Exercise aim.
Would you write out the full listing exactly, without any pictures?

----------------

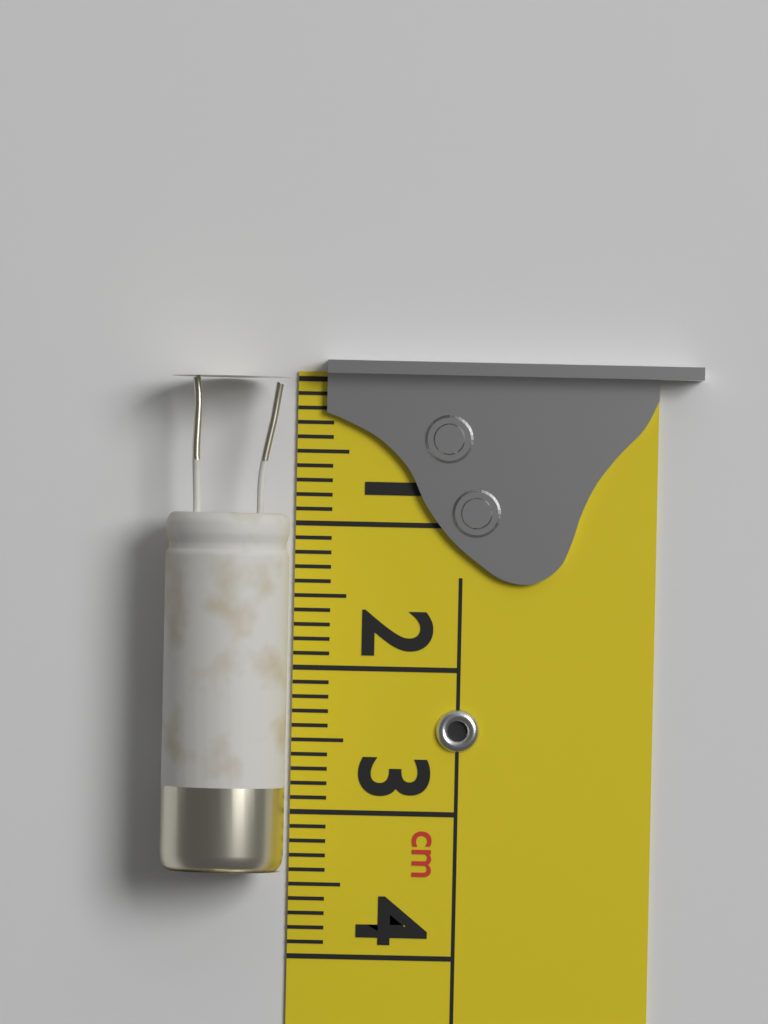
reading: 3.4 cm
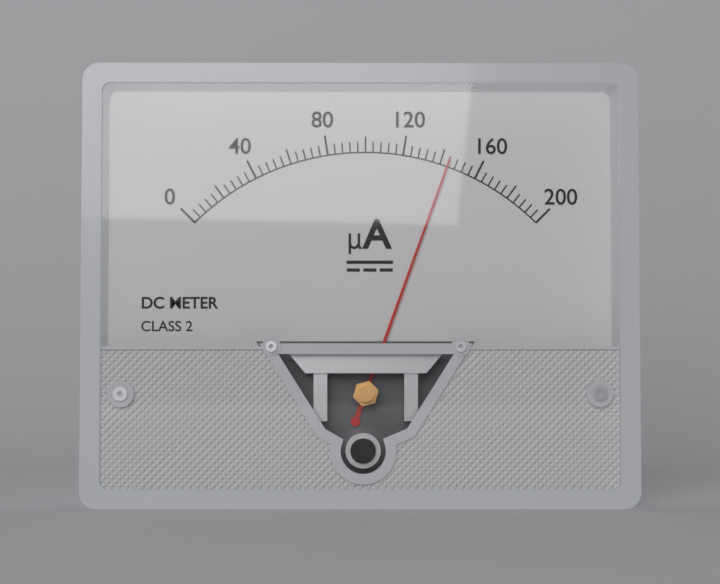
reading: 144 µA
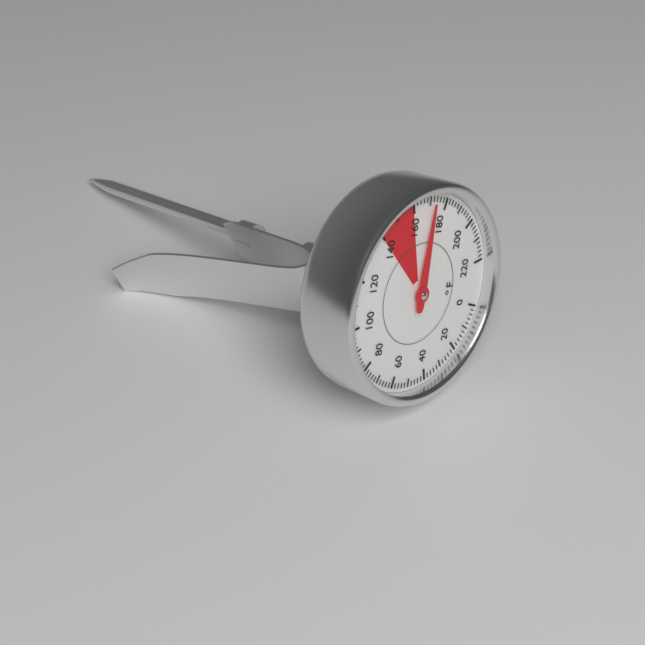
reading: 172 °F
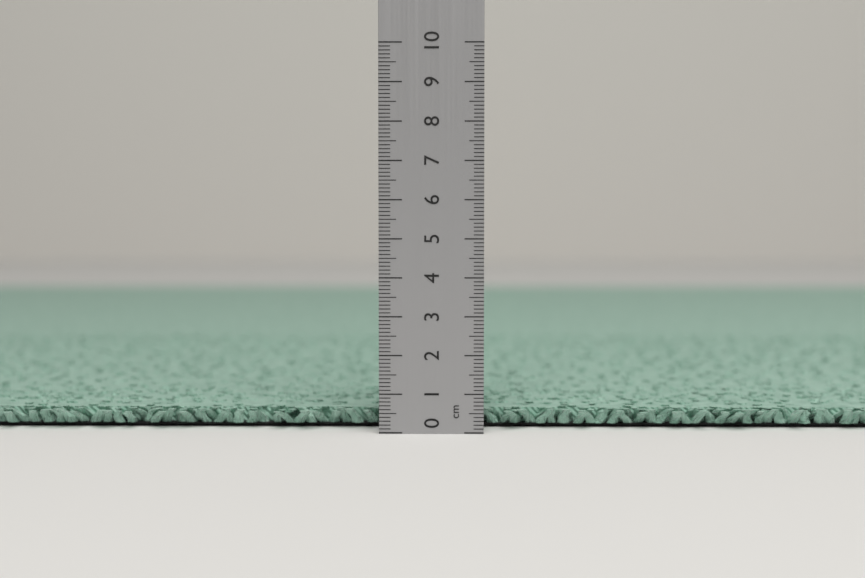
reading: 0.5 cm
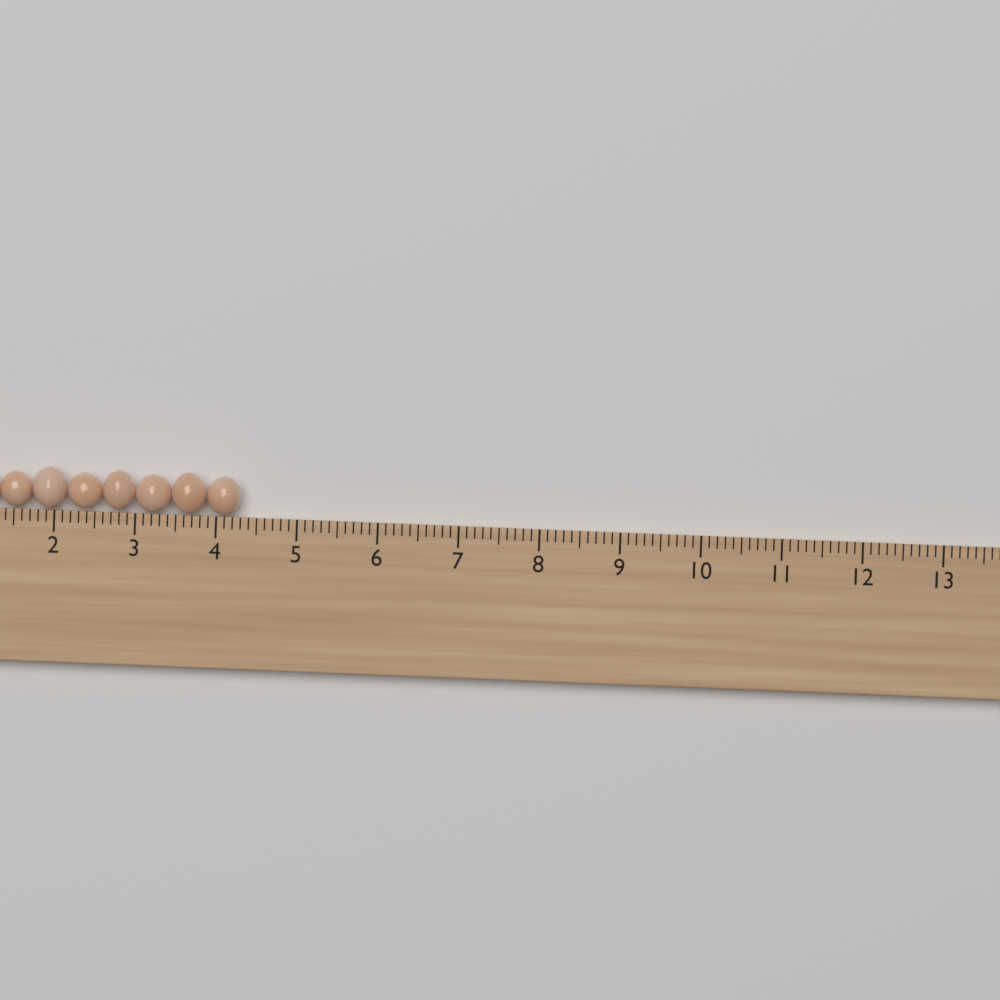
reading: 4.3 cm
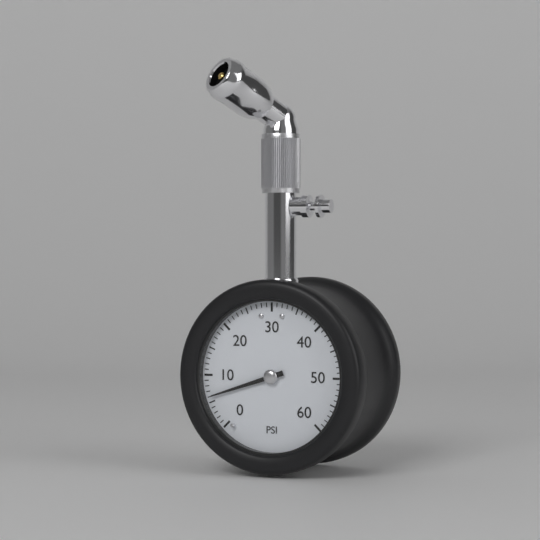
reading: 6 psi
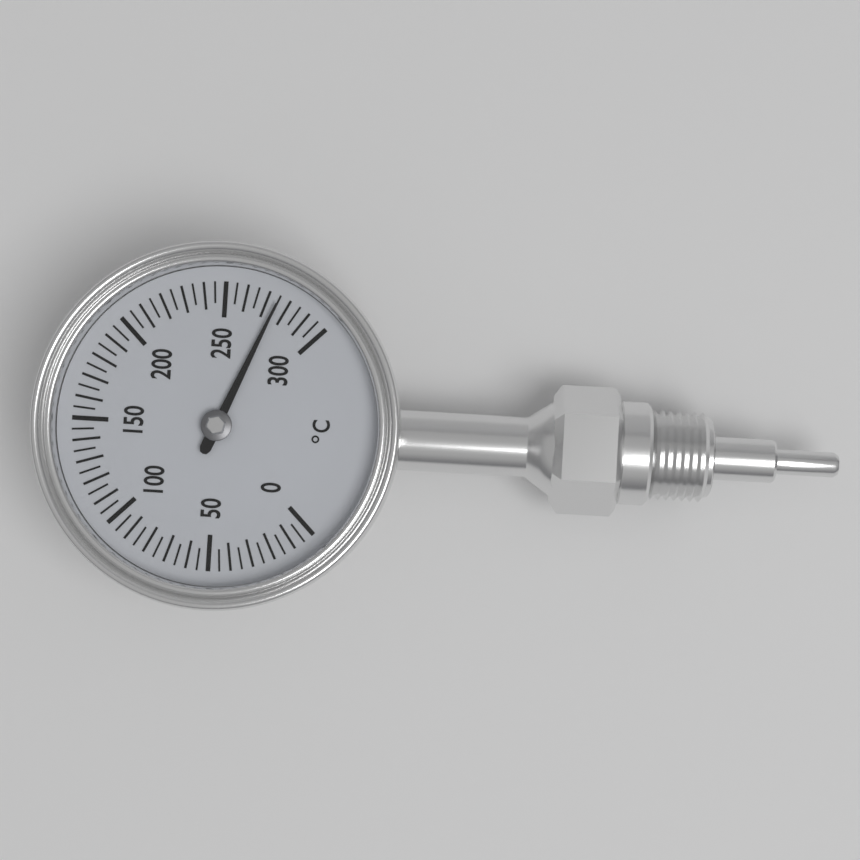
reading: 275 °C
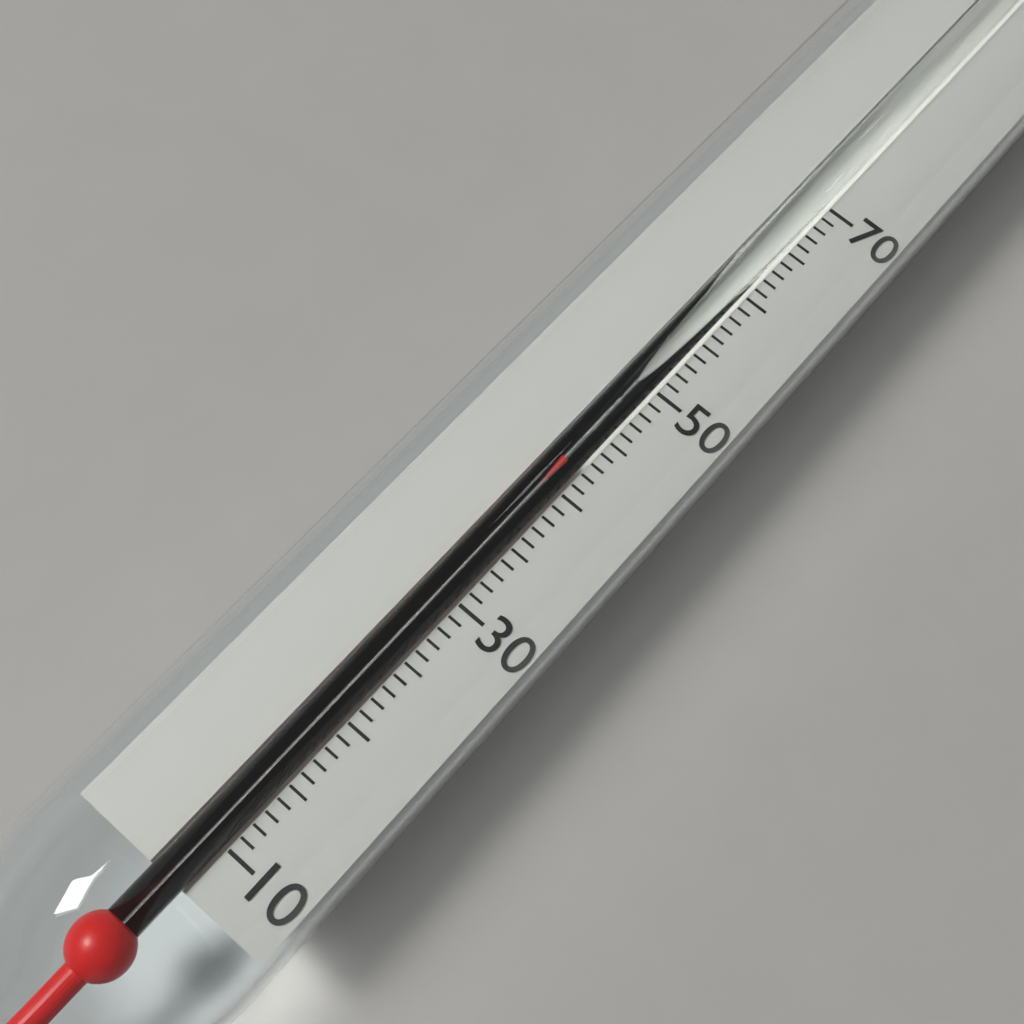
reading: 42 (no unit)
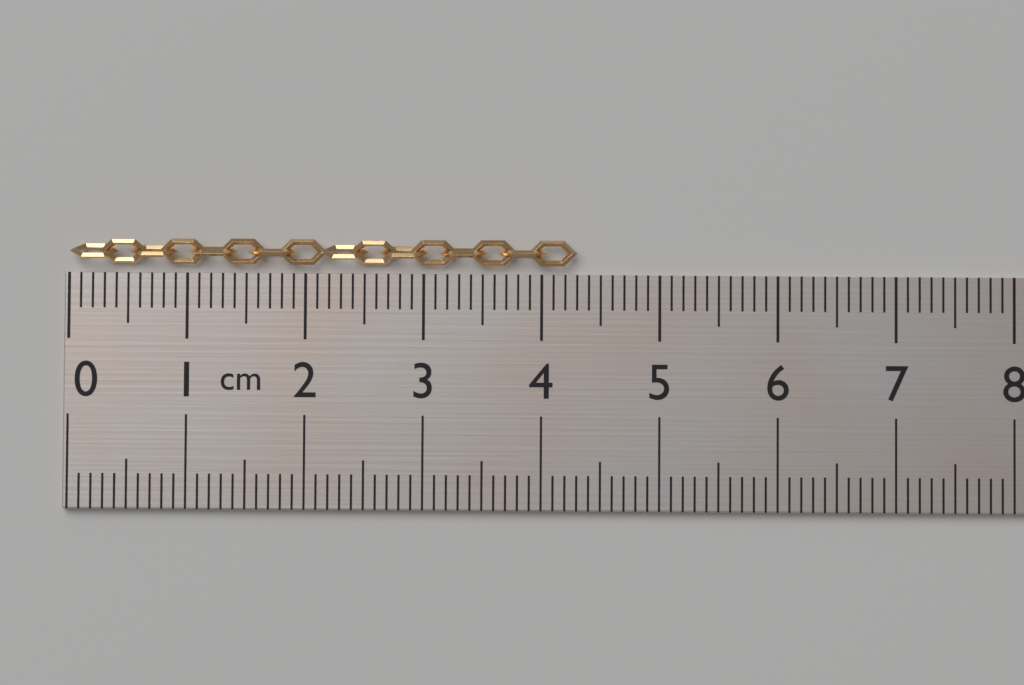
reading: 4.3 cm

----------------

Exercise output.
reading: 3.4 cm
reading: 144 µA
reading: 172 °F
reading: 0.5 cm
reading: 4.3 cm
reading: 6 psi
reading: 275 °C
reading: 42 (no unit)
reading: 4.3 cm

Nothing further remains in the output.